Matilde felt herself frown. Where had he been sitting? Why had he been watching her?

‘Who are you?’ she asked, narrowing her eyes. He was cunning, she thought, cunning was always hard to manage. Daphné was cunning.

‘Dominic Bertiull,’ he said, extending a hand that Matilde didn’t take.

She sniffed as though the name meant nothing to her, and she pushed her way into the crowd and away from the blue-eyed libertine, who still followed her, but Matilde knew everyone who mattered, that was her job in life.

‘It must be hard for Robert to have to take over the company when he has not really worked in it for a long time,’ said Dominic in a hushed whisper that smacked of false concern.

So the vultures have started to circle, she thought, and she wondered if she should tell Robert that Dominic Bertiull, the corporate raider and slash and burn CEO, was at his mother’s funeral.

And then she remembered Camille.
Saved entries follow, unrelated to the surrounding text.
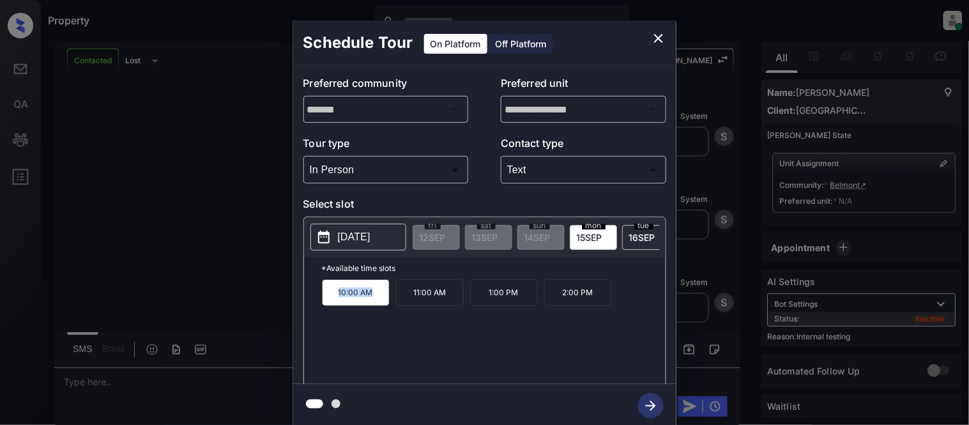 The height and width of the screenshot is (425, 969). What do you see at coordinates (644, 226) in the screenshot?
I see `span: tue` at bounding box center [644, 226].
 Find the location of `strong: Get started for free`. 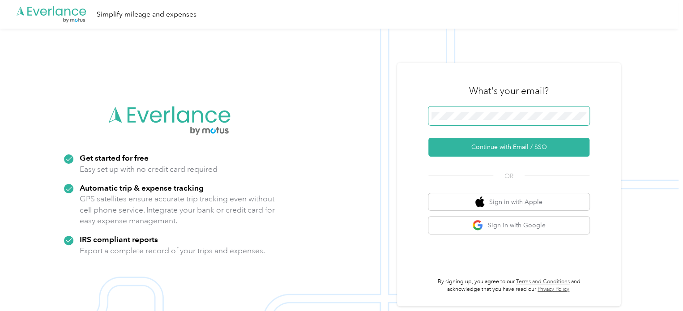

strong: Get started for free is located at coordinates (114, 158).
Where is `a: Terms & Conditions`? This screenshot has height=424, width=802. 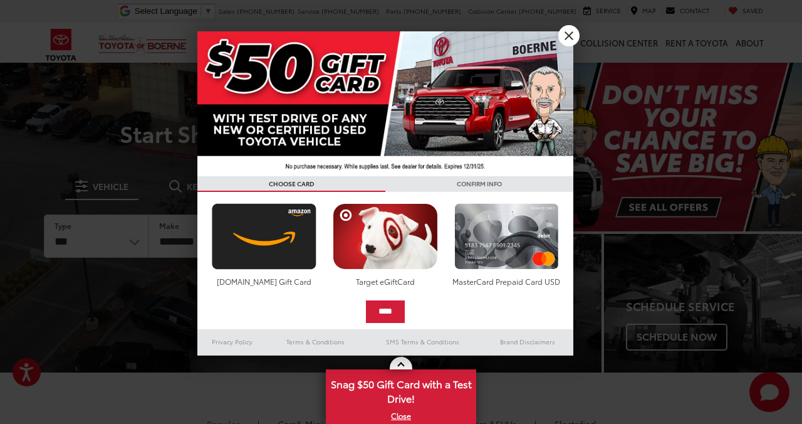
a: Terms & Conditions is located at coordinates (315, 341).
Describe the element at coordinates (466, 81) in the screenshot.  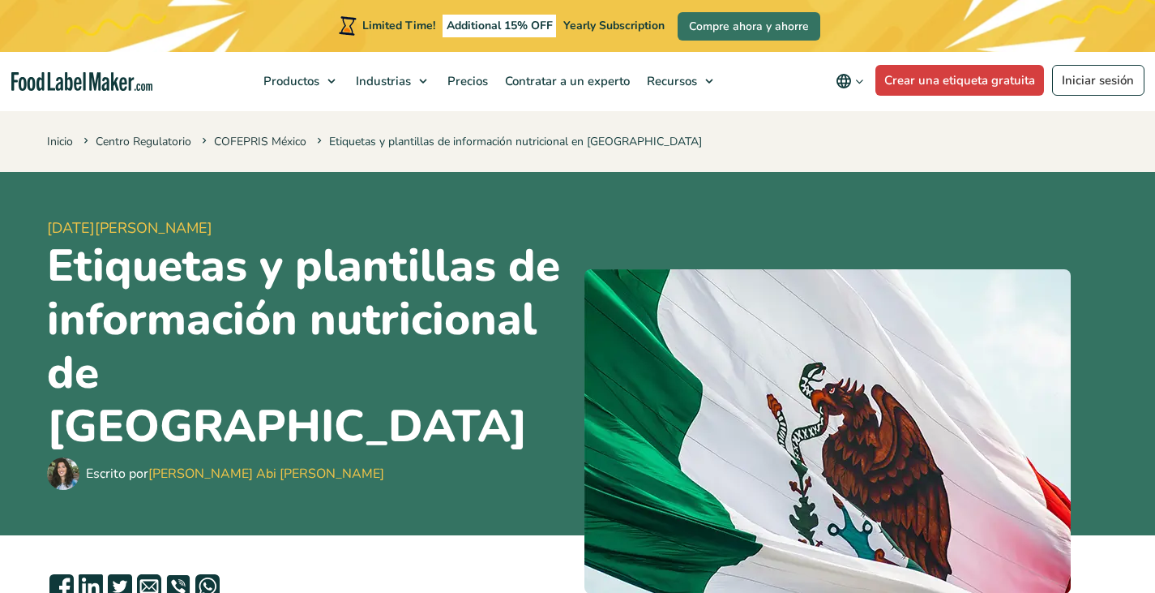
I see `a: Precios` at that location.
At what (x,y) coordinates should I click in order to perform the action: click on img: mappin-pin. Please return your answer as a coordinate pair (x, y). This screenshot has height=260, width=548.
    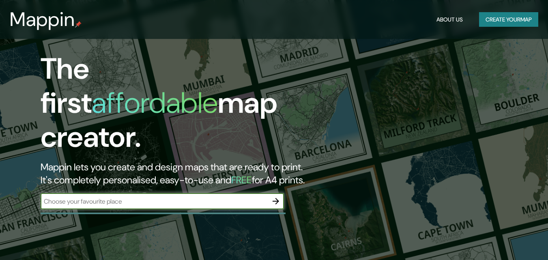
    Looking at the image, I should click on (78, 24).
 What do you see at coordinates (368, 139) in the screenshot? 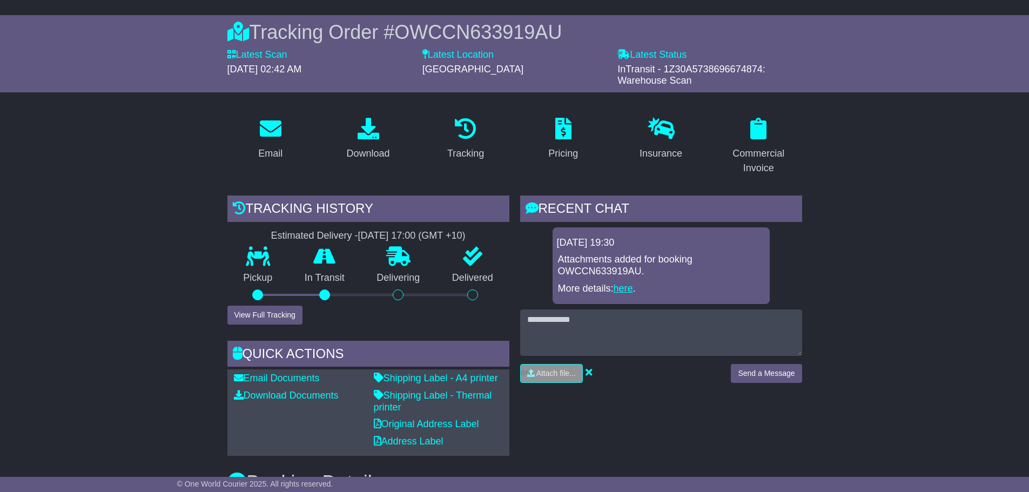
I see `a: Download` at bounding box center [368, 139].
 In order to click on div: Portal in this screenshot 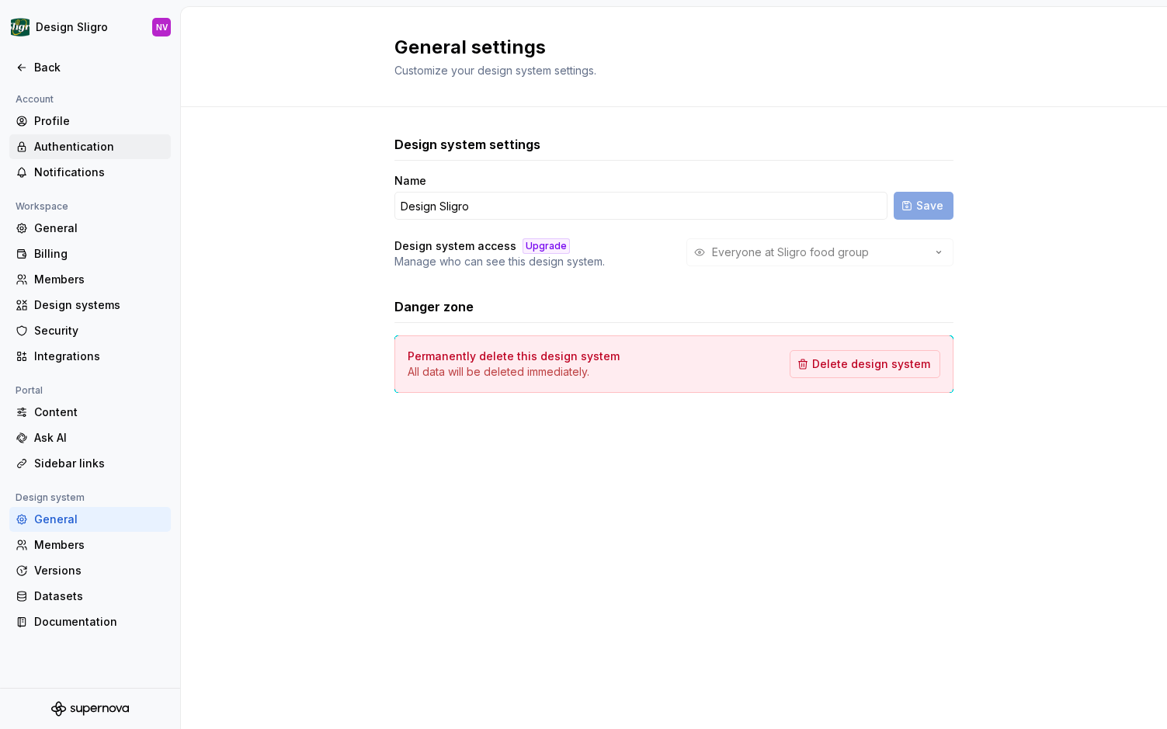, I will do `click(29, 391)`.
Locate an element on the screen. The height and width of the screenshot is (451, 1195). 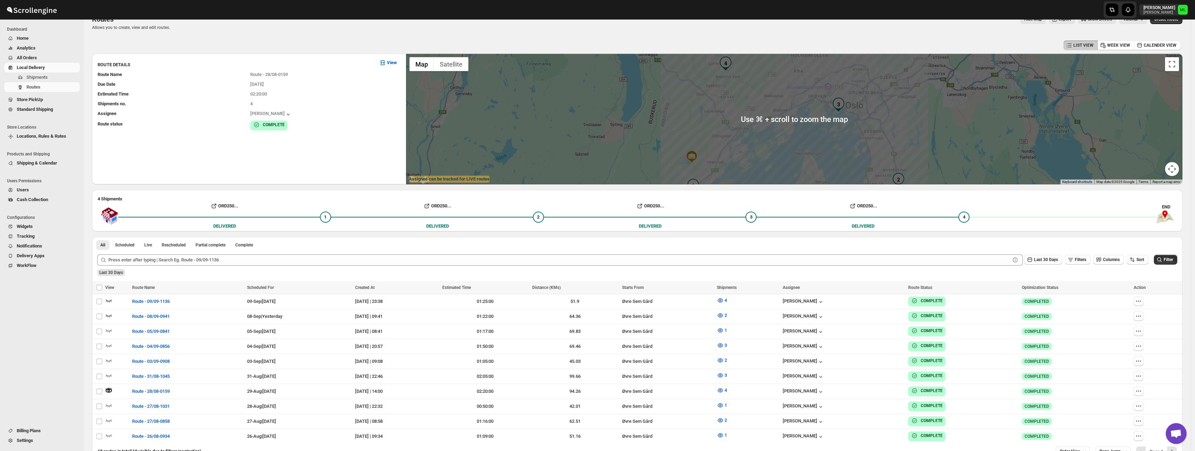
button: Users is located at coordinates (42, 190).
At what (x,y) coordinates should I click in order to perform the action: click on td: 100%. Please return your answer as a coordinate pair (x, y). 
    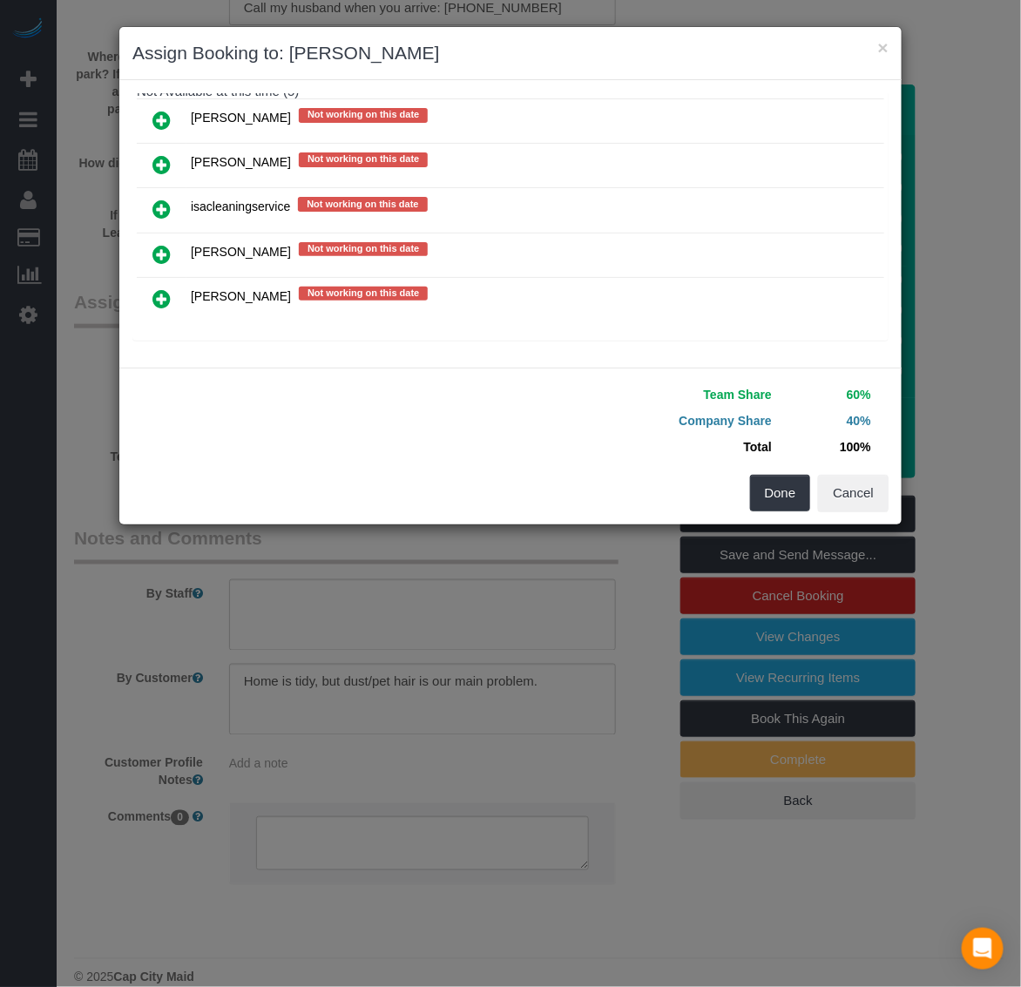
    Looking at the image, I should click on (826, 447).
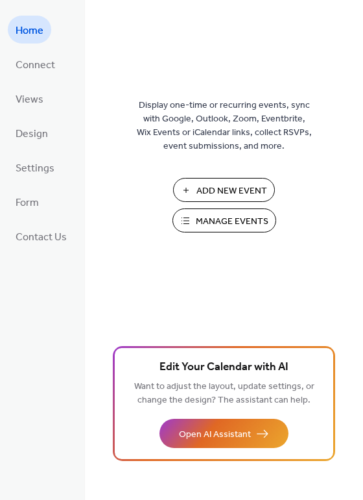 This screenshot has width=363, height=500. Describe the element at coordinates (35, 65) in the screenshot. I see `span: Connect` at that location.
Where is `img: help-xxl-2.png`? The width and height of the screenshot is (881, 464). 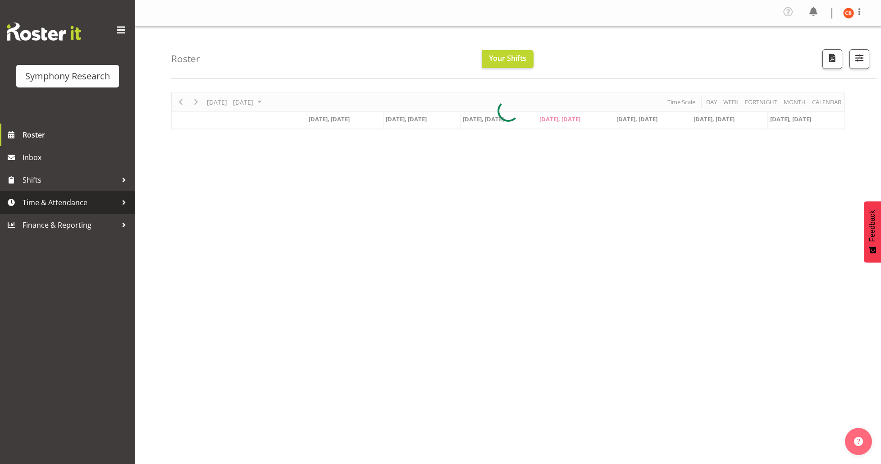 img: help-xxl-2.png is located at coordinates (859, 441).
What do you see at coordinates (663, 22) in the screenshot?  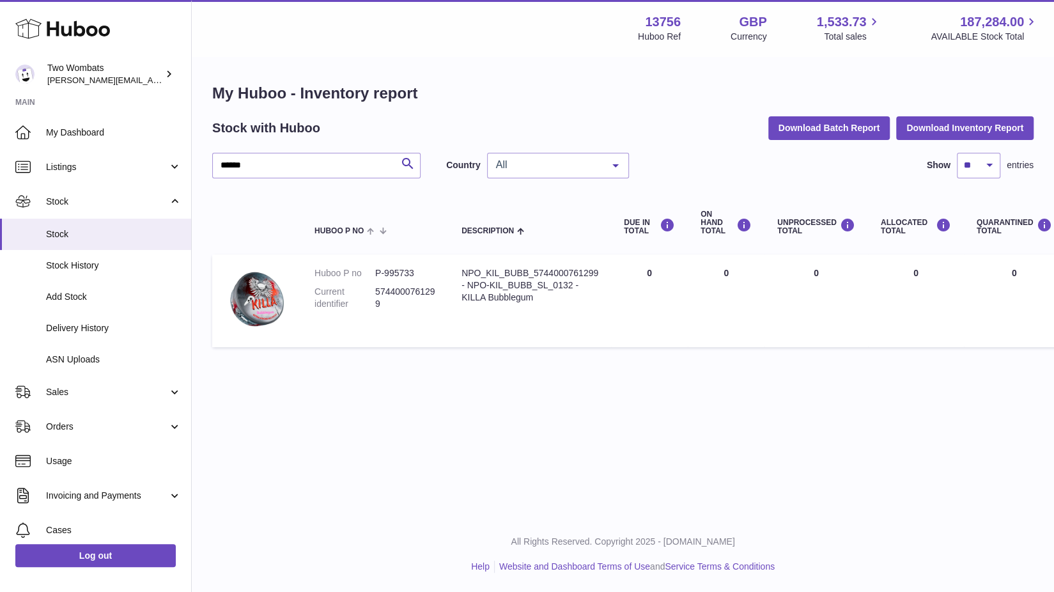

Why should she care if Dominic took Le Marche from under Robert’s rule? He had lost Camille, now he could lose the company he had always desired to be at the helm of, and only then did Matilde feel that justice would be served.

‘I don’t know what Robert does and what he will do next. My only concern is for my daughter, please excuse me,’ Matilde said and, with a push, she forced her way through the crowd to Celeste’s side, where she took her daughter’s hand.

Glancing back to the steps of the church, she saw Dominic Bertiull staring at her and she wasn’t sure if she should feel flattered or scared, or a little of both.

Chapter 6 (#ulink_0b35ef0a-e363-5b7b-a11d-f089db5eb621)

Elisabeth, London, 1983

In London, 1983, the cultural landscape was shifting. Nothing was as it seemed and the roles that people were so familiar with were changing before people’s eyes.

Boy George was changing music with his gender-bending costumes and make-up, a film about a female welder and dancer was number one and Margaret Thatcher had just been re-elected for a second term as Prime Minister.

It was also the year Elisabeth Herod met Henri Le Marche.

As with the most extraordinary of relationships, their meeting was completely ordinary. Elisabeth worked at the bookstore, Hatchards in Piccadilly, and Henri had asked her opinion on The Name of the Rose. She had to admit to him that she hadn’t read the book, but she had heard only good things.

She decided that Henri had a look of a poet, taking in his rumpled suit but expensive silk tie and uncombed hair. His French accent was as delicious as a chocolate soufflé and she thought he would be the perfect man to lose her virginity to while she was in London.